Tagging Text with Lexical Semantics: Why, What, and How?

http://www.ims.uni-stuttgart.de/~light/tueb_html/semtag_ws.html

In Washington, D.C., USA

Sponsored by Association for Computational Linguistics.
Endorsed by SIGLEX.

The general topic of this volume is tagging word tokens with lexical semantic information. The first six papers discuss what information should be tagged and how human tagging (hand-tagging) can be performed so as to maximize accuracy. Hand-tagging is important because it can be used to create standard corpora on which to train and evaluate automated methods for tagging lexical semantic information.

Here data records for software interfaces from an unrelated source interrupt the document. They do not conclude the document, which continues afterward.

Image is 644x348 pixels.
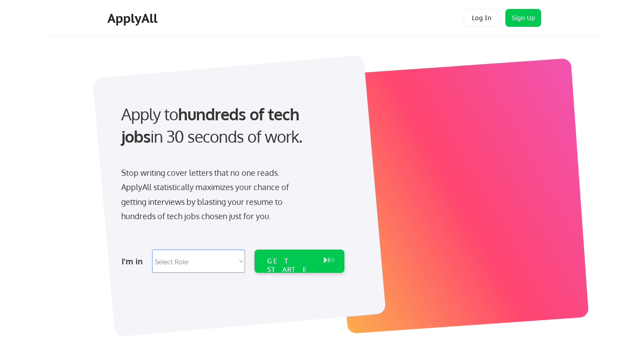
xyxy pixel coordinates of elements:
button: Sign Up [505,9,541,27]
div: Apply to in 30 seconds of work. [121,103,340,148]
strong: hundreds of tech jobs [121,104,303,146]
div: Stop writing cover letters that no one reads. ApplyAll statistically maximizes your chance of get... [121,165,305,224]
button: Log In [464,9,499,27]
div: GET STARTED [267,257,315,283]
div: ApplyAll [107,10,160,26]
div: I'm in [122,254,147,268]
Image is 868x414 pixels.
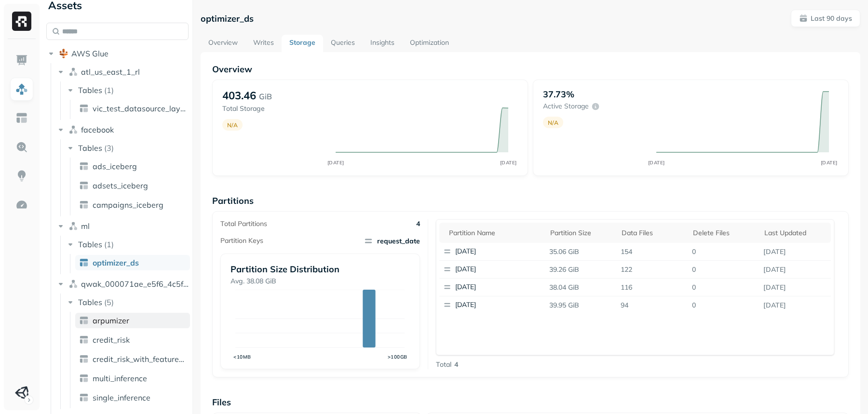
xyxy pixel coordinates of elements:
[234,354,252,360] tspan: <10MB
[56,218,189,234] button: ml
[79,161,89,171] img: table
[222,89,256,102] p: 403.46
[546,279,617,296] p: 38.04 GiB
[12,12,31,31] img: Ryft
[75,370,190,386] a: multi_inference
[66,140,190,156] button: Tables(3)
[81,279,189,289] span: qwak_000071ae_e5f6_4c5f_97ab_2b533d00d294_analytics_data
[201,13,254,24] p: optimizer_ds
[230,264,409,275] p: Partition Size Distribution
[79,393,89,402] img: table
[388,354,408,360] tspan: >100GB
[15,54,28,66] img: Dashboard
[688,243,759,260] p: 0
[759,279,832,296] p: Sep 1, 2025
[66,294,190,310] button: Tables(5)
[104,85,114,95] p: ( 1 )
[93,393,150,402] span: single_inference
[15,141,28,153] img: Query Explorer
[46,46,188,61] button: AWS Glue
[15,386,28,399] img: Unity
[59,49,69,58] img: root
[69,221,78,231] img: namespace
[79,104,89,113] img: table
[93,354,186,364] span: credit_risk_with_feature_store
[543,101,589,111] p: Active storage
[323,35,363,52] a: Queries
[79,354,89,364] img: table
[75,390,190,405] a: single_inference
[810,14,852,23] p: Last 90 days
[363,236,420,246] span: request_date
[69,125,78,134] img: namespace
[500,160,516,165] tspan: [DATE]
[327,160,344,165] tspan: [DATE]
[212,397,848,407] p: Files
[79,335,89,345] img: table
[455,265,549,274] p: [DATE]
[75,197,190,213] a: campaigns_iceberg
[15,198,28,211] img: Optimization
[71,49,109,58] span: AWS Glue
[455,282,549,292] p: [DATE]
[93,335,130,345] span: credit_risk
[546,261,617,278] p: 39.26 GiB
[363,35,402,52] a: Insights
[688,297,759,313] p: 0
[436,360,452,369] p: Total
[455,246,549,257] p: [DATE]
[439,278,553,296] button: [DATE]
[79,200,89,210] img: table
[201,35,245,52] a: Overview
[79,181,89,190] img: table
[56,122,189,137] button: facebook
[230,276,409,286] p: Avg. 38.08 GiB
[820,160,837,165] tspan: [DATE]
[543,89,574,100] p: 37.73%
[259,90,272,102] p: GiB
[416,219,420,228] p: 4
[455,300,549,310] p: [DATE]
[66,237,190,252] button: Tables(1)
[75,255,190,270] a: optimizer_ds
[220,219,267,228] p: Total Partitions
[79,258,89,267] img: table
[69,279,78,289] img: namespace
[693,228,755,238] div: Delete Files
[759,297,832,313] p: Aug 31, 2025
[75,101,190,116] a: vic_test_datasource_layer_intermediate
[78,297,102,307] span: Tables
[245,35,282,52] a: Writes
[79,373,89,383] img: table
[78,85,102,95] span: Tables
[227,122,238,129] p: N/A
[617,297,688,313] p: 94
[104,240,114,249] p: ( 1 )
[79,316,89,325] img: table
[454,360,458,369] p: 4
[93,181,148,190] span: adsets_iceberg
[548,119,559,126] p: N/A
[66,82,190,98] button: Tables(1)
[688,261,759,278] p: 0
[93,373,147,383] span: multi_inference
[56,276,189,292] button: qwak_000071ae_e5f6_4c5f_97ab_2b533d00d294_analytics_data
[282,35,323,52] a: Storage
[764,228,826,238] div: Last updated
[212,63,848,74] p: Overview
[104,143,114,153] p: ( 3 )
[15,170,28,182] img: Insights
[688,279,759,296] p: 0
[449,228,540,238] div: Partition name
[402,35,457,52] a: Optimization
[791,9,860,27] button: Last 90 days
[15,83,28,95] img: Assets
[15,112,28,125] img: Asset Explorer
[69,67,78,77] img: namespace
[220,236,263,245] p: Partition Keys
[93,161,137,171] span: ads_iceberg
[648,160,664,165] tspan: [DATE]
[621,228,683,238] div: Data Files
[439,243,553,260] button: [DATE]
[222,104,325,113] p: Total Storage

The next seven papers concentrate on such automated methods. Automatic tagging should prove useful in a variety of areas including machine translation, information retrieval, information extraction, and dialog understanding.

Although the general topic is tagging lexical semantic information, the majority of the papers concentrate on a more specific problem: word sense disambiguation. However, particular word senses often entail general lexical semantic information. For example, if the sense of bank used refers to something that lies along a river, then one knows that it is a natural formation, inanimate, etc. Consider also the verb bounce which in “she bounced a check” is a telic and in “she bounced a ball” is an activity. Such entailments are especially transparent when using a structured lexicon such as WordNet, which is the case for many of the papers in the volume.